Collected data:
******************************

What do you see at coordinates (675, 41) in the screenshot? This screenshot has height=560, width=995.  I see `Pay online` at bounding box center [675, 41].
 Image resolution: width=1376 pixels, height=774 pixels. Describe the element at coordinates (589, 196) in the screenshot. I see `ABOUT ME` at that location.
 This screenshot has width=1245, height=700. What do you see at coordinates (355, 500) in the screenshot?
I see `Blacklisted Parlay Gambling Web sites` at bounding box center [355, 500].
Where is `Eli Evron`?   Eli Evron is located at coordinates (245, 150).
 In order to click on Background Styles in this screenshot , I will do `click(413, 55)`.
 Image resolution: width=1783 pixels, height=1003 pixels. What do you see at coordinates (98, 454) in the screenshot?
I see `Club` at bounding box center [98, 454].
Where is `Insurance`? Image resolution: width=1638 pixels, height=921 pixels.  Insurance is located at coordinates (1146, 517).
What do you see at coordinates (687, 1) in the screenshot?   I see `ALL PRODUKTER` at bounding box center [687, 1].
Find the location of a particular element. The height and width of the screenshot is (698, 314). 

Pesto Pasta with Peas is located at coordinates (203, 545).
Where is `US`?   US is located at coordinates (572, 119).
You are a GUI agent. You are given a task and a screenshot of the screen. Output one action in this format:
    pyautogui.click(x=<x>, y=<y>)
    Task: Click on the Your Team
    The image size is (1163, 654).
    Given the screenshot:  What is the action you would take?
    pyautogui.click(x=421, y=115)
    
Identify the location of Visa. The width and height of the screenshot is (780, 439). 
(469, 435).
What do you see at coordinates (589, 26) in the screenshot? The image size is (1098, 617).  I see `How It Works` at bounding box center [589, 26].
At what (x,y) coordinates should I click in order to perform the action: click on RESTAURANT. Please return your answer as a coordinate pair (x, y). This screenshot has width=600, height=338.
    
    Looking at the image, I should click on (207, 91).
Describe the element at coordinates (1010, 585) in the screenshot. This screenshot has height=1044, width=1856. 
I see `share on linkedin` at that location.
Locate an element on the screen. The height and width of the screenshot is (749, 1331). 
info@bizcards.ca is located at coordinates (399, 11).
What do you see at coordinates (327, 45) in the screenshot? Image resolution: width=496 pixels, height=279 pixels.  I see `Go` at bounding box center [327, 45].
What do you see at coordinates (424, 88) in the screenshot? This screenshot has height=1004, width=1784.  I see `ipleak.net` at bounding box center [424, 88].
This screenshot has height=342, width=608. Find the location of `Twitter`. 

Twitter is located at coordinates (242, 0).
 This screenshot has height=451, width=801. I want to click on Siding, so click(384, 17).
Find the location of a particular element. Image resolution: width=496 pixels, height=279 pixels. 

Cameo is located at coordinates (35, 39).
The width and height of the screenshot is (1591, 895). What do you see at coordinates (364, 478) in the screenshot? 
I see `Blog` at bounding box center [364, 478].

******************************

Each entry above is to be repeated exactly as it appears.

What do you see at coordinates (675, 41) in the screenshot? This screenshot has height=560, width=995.  I see `Pay online` at bounding box center [675, 41].
 Image resolution: width=1376 pixels, height=774 pixels. Describe the element at coordinates (589, 196) in the screenshot. I see `ABOUT ME` at that location.
 This screenshot has width=1245, height=700. What do you see at coordinates (355, 500) in the screenshot?
I see `Blacklisted Parlay Gambling Web sites` at bounding box center [355, 500].
Where is `Eli Evron`?   Eli Evron is located at coordinates (245, 150).
 In order to click on Background Styles in this screenshot , I will do `click(413, 55)`.
 Image resolution: width=1783 pixels, height=1003 pixels. What do you see at coordinates (98, 454) in the screenshot?
I see `Club` at bounding box center [98, 454].
Where is `Insurance`? Image resolution: width=1638 pixels, height=921 pixels.  Insurance is located at coordinates (1146, 517).
What do you see at coordinates (687, 1) in the screenshot?   I see `ALL PRODUKTER` at bounding box center [687, 1].
Find the location of a particular element. The height and width of the screenshot is (698, 314). 

Pesto Pasta with Peas is located at coordinates (203, 545).
Where is `US`?   US is located at coordinates (572, 119).
You are a GUI agent. You are given a task and a screenshot of the screen. Output one action in this format:
    pyautogui.click(x=<x>, y=<y>)
    Task: Click on the Your Team
    The image size is (1163, 654).
    Given the screenshot:  What is the action you would take?
    pyautogui.click(x=421, y=115)
    
Identify the location of Visa. The width and height of the screenshot is (780, 439). 
(469, 435).
What do you see at coordinates (589, 26) in the screenshot? The image size is (1098, 617).  I see `How It Works` at bounding box center [589, 26].
At what (x,y) coordinates should I click in order to perform the action: click on RESTAURANT. Please return your answer as a coordinate pair (x, y). This screenshot has width=600, height=338.
    
    Looking at the image, I should click on (207, 91).
Describe the element at coordinates (1010, 585) in the screenshot. This screenshot has height=1044, width=1856. 
I see `share on linkedin` at that location.
Locate an element on the screen. The height and width of the screenshot is (749, 1331). 
info@bizcards.ca is located at coordinates (399, 11).
What do you see at coordinates (327, 45) in the screenshot? Image resolution: width=496 pixels, height=279 pixels.  I see `Go` at bounding box center [327, 45].
What do you see at coordinates (424, 88) in the screenshot? This screenshot has height=1004, width=1784.  I see `ipleak.net` at bounding box center [424, 88].
This screenshot has height=342, width=608. Find the location of `Twitter`. 

Twitter is located at coordinates (242, 0).
 This screenshot has height=451, width=801. I want to click on Siding, so click(384, 17).
Find the location of a particular element. Image resolution: width=496 pixels, height=279 pixels. 

Cameo is located at coordinates (35, 39).
The width and height of the screenshot is (1591, 895). What do you see at coordinates (364, 478) in the screenshot? 
I see `Blog` at bounding box center [364, 478].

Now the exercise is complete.